FDA panel recommends broadening indications for carotid stenting
The FDA’s Circulatory System Devices Advisory Panel has recommended expanding the availability of carotid artery stenting to patients at standard risk for adverse events while undergoing surgery.

The panel’s recommendation (Yes: 7, No: 3, Abstain: 1) was based on the results of the CREST trial (New Engl J Med 2010;363:11-23), a randomized stroke prevention clinical trial, which found carotid artery stenting was equally safe and effective as the surgical procedure called carotid endarterectomy (CEA) for stroke prevention, including four-year follow-up. Using a combined primary endpoint of stroke, MI and death, CREST found the overall safety and efficacy of stenting versus surgery was largely the same.

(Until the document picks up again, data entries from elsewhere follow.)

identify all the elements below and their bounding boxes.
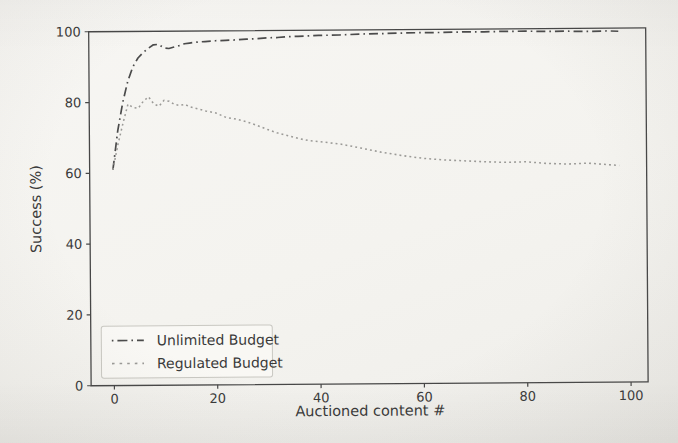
legend-label-unlimited: Unlimited Budget <box>157 332 279 349</box>
y-tick-label: 80 <box>65 95 82 110</box>
x-tick-label: 20 <box>209 391 226 406</box>
x-tick-label: 100 <box>619 388 644 403</box>
y-axis-label: Success (%) <box>28 165 45 253</box>
series-line-regulated-budget <box>112 94 619 170</box>
y-tick-label: 60 <box>65 166 82 181</box>
x-tick-label: 0 <box>110 392 118 407</box>
legend: Unlimited Budget Regulated Budget <box>101 324 273 378</box>
y-tick-label: 40 <box>66 237 83 252</box>
legend-item-regulated-budget: Regulated Budget <box>111 354 272 371</box>
y-tick-label: 100 <box>56 24 81 39</box>
chart-tilt-wrapper: 020406080100020406080100 Auctioned conte… <box>0 0 678 443</box>
y-tick-label: 0 <box>75 378 83 393</box>
x-axis-label: Auctioned content # <box>295 402 445 419</box>
dotted-line-icon <box>111 358 145 368</box>
y-tick-label: 20 <box>66 308 83 323</box>
legend-label-regulated: Regulated Budget <box>157 354 283 371</box>
figure: 020406080100020406080100 Auctioned conte… <box>0 0 678 443</box>
dashdot-line-icon <box>111 336 145 346</box>
legend-item-unlimited-budget: Unlimited Budget <box>111 332 272 349</box>
x-tick-label: 80 <box>520 389 537 404</box>
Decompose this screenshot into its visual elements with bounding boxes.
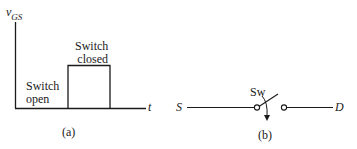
arrow-head-icon	[264, 115, 270, 121]
switch-closed-line2: closed	[75, 53, 108, 66]
switch-open-label: Switch open	[26, 80, 59, 106]
switch-closed-label: Switch closed	[75, 40, 108, 66]
switch-label: Sw	[250, 86, 265, 99]
y-axis-label-subscript: GS	[11, 12, 22, 22]
caption-a: (a)	[62, 126, 75, 139]
x-axis-label: t	[148, 101, 151, 114]
diagram-canvas	[0, 0, 357, 149]
switch-contact-left	[254, 105, 259, 110]
pulse-waveform	[68, 66, 110, 109]
switch-open-line2: open	[26, 93, 59, 106]
caption-b: (b)	[258, 129, 272, 142]
drain-terminal-label: D	[335, 101, 344, 114]
switch-contact-right	[281, 105, 286, 110]
source-terminal-label: S	[176, 101, 182, 114]
y-axis-label: vGS	[6, 6, 22, 20]
switch-label-arrow	[262, 96, 267, 117]
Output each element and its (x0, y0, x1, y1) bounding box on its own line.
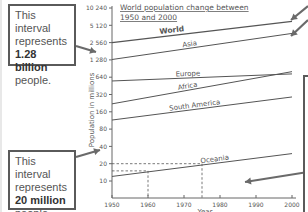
series-label-south-america: South America (169, 98, 221, 112)
x-tick-label: 2000 (284, 201, 299, 208)
dashed-guides (112, 164, 202, 198)
callout-text-line: people. (15, 207, 70, 212)
callout-emphasis: 1.28 billion (15, 48, 47, 73)
arrow-icon (245, 172, 308, 182)
y-tick-label: 10 (99, 177, 107, 184)
x-tick-label: 1960 (140, 201, 155, 208)
y-tick-label: 320 (96, 91, 108, 98)
chart-title-line: World population change between (120, 3, 249, 12)
y-tick-label: 80 (99, 125, 107, 132)
series-line-world (112, 21, 292, 42)
callout-text-line: people. (15, 74, 70, 87)
x-tick-label: 1980 (212, 201, 227, 208)
y-tick-label: 160 (96, 108, 108, 115)
y-tick-label: 2 560 (90, 39, 107, 46)
callout-text-line: represents (15, 35, 70, 48)
callout-emphasis: 20 million (15, 194, 66, 206)
right-callout-box (303, 75, 308, 212)
y-tick-label: 40 (99, 143, 107, 150)
x-tick-label: 1990 (248, 201, 263, 208)
series-label-africa: Africa (177, 81, 198, 92)
x-tick-label: 1970 (176, 201, 191, 208)
chart-series: WorldAsiaEuropeAfricaSouth AmericaOceani… (112, 21, 292, 176)
callout-text-line: This interval (15, 155, 70, 181)
x-tick-label: 1950 (104, 201, 119, 208)
series-line-asia (112, 33, 292, 59)
series-line-africa (112, 72, 292, 104)
callout-text-line: This interval (15, 9, 70, 35)
callout-text-line: represents (15, 181, 70, 194)
x-axis-label: Year (197, 208, 213, 212)
y-tick-label: 640 (96, 73, 108, 80)
callout-billion-interval: This interval represents 1.28 billion pe… (8, 4, 76, 66)
y-tick-label: 1 280 (90, 56, 107, 63)
y-tick-label: 20 (99, 160, 107, 167)
y-tick-label: 5 120 (90, 22, 107, 29)
series-label-oceania: Oceania (200, 154, 229, 166)
y-tick-label: 10 240 (86, 4, 107, 11)
series-line-europe (112, 74, 292, 81)
chart-title-line: 1950 and 2000 (120, 13, 177, 22)
callout-million-interval: This interval represents 20 million peop… (8, 150, 76, 210)
series-label-europe: Europe (175, 70, 200, 79)
chart-title: World population change between1950 and … (120, 3, 249, 22)
y-axis-label: Population in millions (88, 72, 96, 147)
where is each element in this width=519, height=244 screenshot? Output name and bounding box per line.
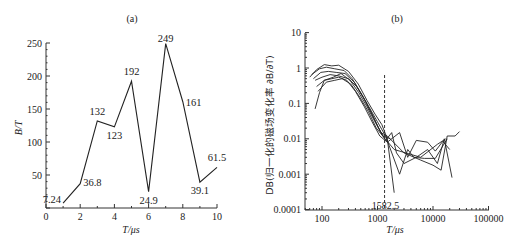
series-line-curve-5: [317, 77, 450, 157]
x-tick-label: 100: [315, 213, 330, 224]
y-tick-label: 50: [32, 170, 42, 181]
panel-b-vline: 1582.5: [372, 75, 400, 211]
series-line-curve-3: [313, 71, 452, 177]
data-point-label: 7.24: [43, 194, 62, 205]
y-tick-label: 1: [296, 63, 301, 74]
x-tick-label: 10000: [421, 213, 446, 224]
x-tick-label: 8: [180, 211, 185, 222]
data-point-label: 249: [158, 33, 174, 44]
figure: (a) 024681050100150200250 7.2436.8132123…: [0, 0, 519, 244]
y-tick-label: 0.0001: [274, 204, 302, 215]
panel-a-x-axis-label: T/μs: [122, 224, 139, 235]
data-point-label: 39.1: [191, 185, 209, 196]
y-tick-label: 200: [27, 71, 42, 82]
x-tick-label: 100000: [474, 213, 504, 224]
x-tick-label: 1000: [368, 213, 388, 224]
y-tick-label: 0.001: [279, 169, 302, 180]
series-line-curve-4: [315, 75, 459, 171]
panel-a-y-axis-label: B/T: [13, 119, 24, 135]
panel-b-chart: (b) 1001000100001000000.00010.0010.010.1…: [264, 13, 504, 235]
data-point-label: 123: [107, 130, 123, 141]
x-tick-label: 10: [212, 211, 222, 222]
series-line-curve-6: [318, 79, 446, 158]
panel-a-data-labels: 7.2436.813212319224.924916139.161.5: [43, 33, 226, 206]
panel-a-title: (a): [126, 13, 137, 25]
data-point-label: 192: [124, 66, 140, 77]
x-tick-label: 2: [78, 211, 83, 222]
data-point-label: 24.9: [139, 195, 157, 206]
data-point-label: 61.5: [208, 152, 226, 163]
y-tick-label: 150: [27, 104, 42, 115]
data-point-label: 132: [89, 106, 105, 117]
x-tick-label: 6: [146, 211, 151, 222]
y-tick-label: 250: [27, 38, 42, 49]
panel-b-axes: 1001000100001000000.00010.0010.010.1110: [274, 27, 504, 224]
y-tick-label: 10: [291, 27, 301, 38]
y-tick-label: 0.01: [284, 133, 302, 144]
panel-b-lines: [310, 65, 460, 193]
x-tick-label: 4: [112, 211, 117, 222]
threshold-label: 1582.5: [372, 200, 400, 211]
x-tick-label: 0: [44, 211, 49, 222]
panel-b-y-axis-label: DB(归一化的磁场变化率 ∂B/∂T): [264, 55, 275, 195]
panel-a-chart: (a) 024681050100150200250 7.2436.8132123…: [13, 13, 226, 235]
y-tick-label: 100: [27, 137, 42, 148]
data-point-label: 161: [186, 97, 202, 108]
panel-b-x-axis-label: T/μs: [386, 224, 403, 235]
panel-b-title: (b): [391, 13, 403, 25]
y-tick-label: 0.1: [289, 98, 302, 109]
data-point-label: 36.8: [83, 177, 101, 188]
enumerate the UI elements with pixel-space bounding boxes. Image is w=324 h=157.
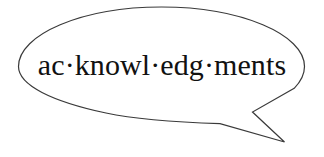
speech-bubble-outline [19,7,305,142]
speech-bubble-graphic [0,0,324,157]
illustration-canvas: ac·knowl·edg·ments [0,0,324,157]
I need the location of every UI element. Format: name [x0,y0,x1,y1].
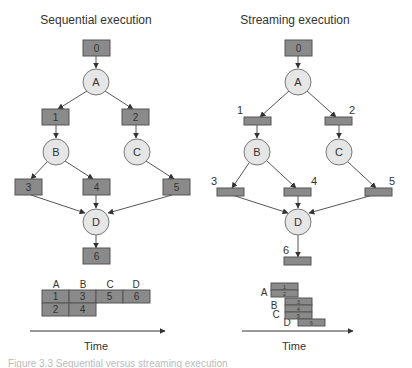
svg-text:0: 0 [296,43,302,54]
streaming-stage-c: C [326,139,352,165]
svg-text:5: 5 [107,291,113,302]
svg-text:6: 6 [134,291,140,302]
sequential-panel: Sequential execution 0 1 2 [15,13,190,352]
svg-text:A: A [261,287,268,298]
sequential-box-6: 6 [83,248,110,264]
svg-text:3: 3 [211,175,217,187]
svg-text:D: D [92,216,100,228]
svg-text:C: C [272,309,279,320]
svg-text:2: 2 [349,104,355,116]
svg-text:B: B [80,279,87,290]
sequential-title: Sequential execution [40,13,151,27]
svg-text:B: B [253,146,260,158]
svg-text:3: 3 [80,291,86,302]
svg-text:2: 2 [283,291,286,297]
svg-text:1: 1 [53,291,59,302]
svg-text:4: 4 [94,182,100,193]
svg-text:A: A [294,76,302,88]
streaming-box-2: 2 [325,104,355,125]
svg-text:1: 1 [53,112,59,123]
sequential-stage-b: B [43,139,69,165]
streaming-box-1: 1 [237,104,271,125]
streaming-time-label: Time [282,340,306,352]
svg-text:6: 6 [94,251,100,262]
sequential-stage-d: D [83,209,109,235]
sequential-box-5: 5 [163,179,190,195]
sequential-stage-c: C [124,139,150,165]
streaming-panel: Streaming execution 0 1 2 [211,13,395,352]
streaming-box-6: 6 [283,244,311,265]
svg-text:B: B [52,146,59,158]
svg-text:6: 6 [310,320,313,326]
execution-diagram: Sequential execution 0 1 2 [0,0,412,368]
streaming-gantt: A B C D 1 2 3 4 5 6 [261,283,325,328]
svg-text:3: 3 [297,299,300,305]
svg-text:1: 1 [237,104,243,116]
svg-text:4: 4 [297,306,300,312]
sequential-box-2: 2 [122,109,149,125]
streaming-stage-b: B [244,139,270,165]
svg-text:C: C [106,279,113,290]
svg-text:5: 5 [297,313,300,319]
sequential-box-1: 1 [42,109,69,125]
svg-text:1: 1 [283,284,286,290]
sequential-box-4: 4 [83,179,110,195]
svg-text:C: C [335,146,343,158]
svg-text:4: 4 [311,175,317,187]
svg-text:0: 0 [94,43,100,54]
svg-text:4: 4 [80,304,86,315]
svg-text:D: D [132,279,139,290]
svg-text:D: D [294,216,302,228]
sequential-gantt: A B C D 1 3 5 6 2 4 [42,279,150,316]
svg-text:2: 2 [53,304,59,315]
streaming-box-4: 4 [284,175,317,196]
sequential-stage-a: A [83,69,109,95]
sequential-box-0: 0 [83,40,110,56]
streaming-title: Streaming execution [240,13,349,27]
streaming-box-0: 0 [285,40,312,56]
streaming-stage-d: D [285,209,311,235]
svg-text:C: C [133,146,141,158]
streaming-box-5: 5 [365,175,395,196]
svg-text:5: 5 [174,182,180,193]
svg-text:A: A [92,76,100,88]
svg-text:6: 6 [283,244,289,256]
svg-text:3: 3 [26,182,32,193]
sequential-time-label: Time [84,340,108,352]
sequential-box-3: 3 [15,179,42,195]
svg-text:5: 5 [389,175,395,187]
streaming-stage-a: A [285,69,311,95]
svg-text:A: A [53,279,60,290]
svg-text:2: 2 [133,112,139,123]
figure-caption: Figure 3.3 Sequential versus streaming e… [8,358,228,368]
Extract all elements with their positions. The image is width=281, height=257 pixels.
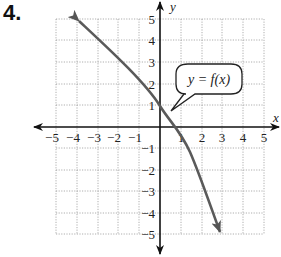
- x-axis-label: x: [272, 110, 279, 125]
- svg-text:4: 4: [240, 130, 247, 145]
- svg-text:−1: −1: [128, 130, 142, 145]
- svg-text:3: 3: [219, 130, 226, 145]
- svg-text:5: 5: [261, 130, 268, 145]
- svg-text:2: 2: [199, 130, 206, 145]
- svg-text:−2: −2: [107, 130, 121, 145]
- svg-text:4: 4: [149, 33, 156, 48]
- y-axis-label: y: [168, 0, 176, 14]
- svg-text:−4: −4: [141, 206, 155, 221]
- function-callout: y = f(x): [171, 64, 242, 111]
- x-tick-labels: −5 −4 −3 −2 −1 1 2 3 4 5: [45, 130, 267, 145]
- coordinate-plane: x y −5 −4 −3 −2 −1 1 2 3 4 5 5 4 3 2 1 −…: [0, 0, 281, 257]
- svg-text:−5: −5: [141, 227, 155, 242]
- svg-text:−5: −5: [45, 130, 59, 145]
- svg-text:−1: −1: [141, 141, 155, 156]
- svg-text:3: 3: [149, 55, 156, 70]
- svg-text:5: 5: [149, 12, 156, 27]
- svg-text:−4: −4: [66, 130, 80, 145]
- svg-text:−3: −3: [141, 184, 155, 199]
- svg-text:1: 1: [149, 98, 156, 113]
- svg-text:−2: −2: [141, 163, 155, 178]
- callout-label: y = f(x): [186, 72, 230, 88]
- svg-text:−3: −3: [87, 130, 101, 145]
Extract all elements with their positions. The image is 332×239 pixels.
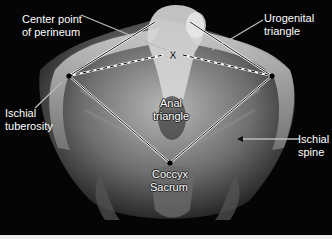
right-ischial-tuberosity-marker xyxy=(269,73,274,78)
label-anal-triangle: Anal triangle xyxy=(153,97,189,122)
anatomy-figure: X Center point of perineum Urogenital tr… xyxy=(0,0,332,235)
label-ischial-spine: Ischial spine xyxy=(298,133,329,158)
coccyx-marker xyxy=(167,160,172,165)
bottom-border xyxy=(0,235,332,239)
label-coccyx: Coccyx xyxy=(152,168,188,181)
left-ischial-tuberosity-marker xyxy=(66,73,71,78)
center-point-marker: X xyxy=(169,49,177,61)
label-ischial-tuberosity: Ischial tuberosity xyxy=(5,107,53,132)
label-urogenital-triangle: Urogenital triangle xyxy=(264,12,314,37)
label-center-point-of-perineum: Center point of perineum xyxy=(22,13,82,38)
label-sacrum: Sacrum xyxy=(150,181,188,194)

The guidelines for secondary stroke prevention recently updated by the American Heart Association and American Stroke Association include broader recommendations for carotid artery stenting than those currently covered by the Centers for Medicare & Medicaid Services (CMS). Currently, the CMS and most U.S. insurers cover carotid artery stenting only for symptomatic patients at increased surgical risk, and those enrolled in clinical trials. All other patients must pay out of pocket for the procedure, receive medications only or undergo CEA, according to the Society for Cardiovascular Angiography and Interventions (SCAI).

“SCAI urges the FDA to accept the panel’s recommendation, as it would provide patients with a safe, effective and minimally invasive treatment option for carotid artery disease,” said Christopher J. White, MD, SCAI president-elect and chairman of the department of cardiology and  director of the Ochsner Heart & Vascular Institute in New Orleans. “This recommendation by the FDA panel to expand the labeled indication for the use of carotid artery stenting would be a step forward in preventing stroke, the third leading cause of death in the U.S.”

The FDA will take into account the panel's advice in making its decision on whether to expand the current indication to include patients at standard surgical risk, but the agency is not compelled to accept it.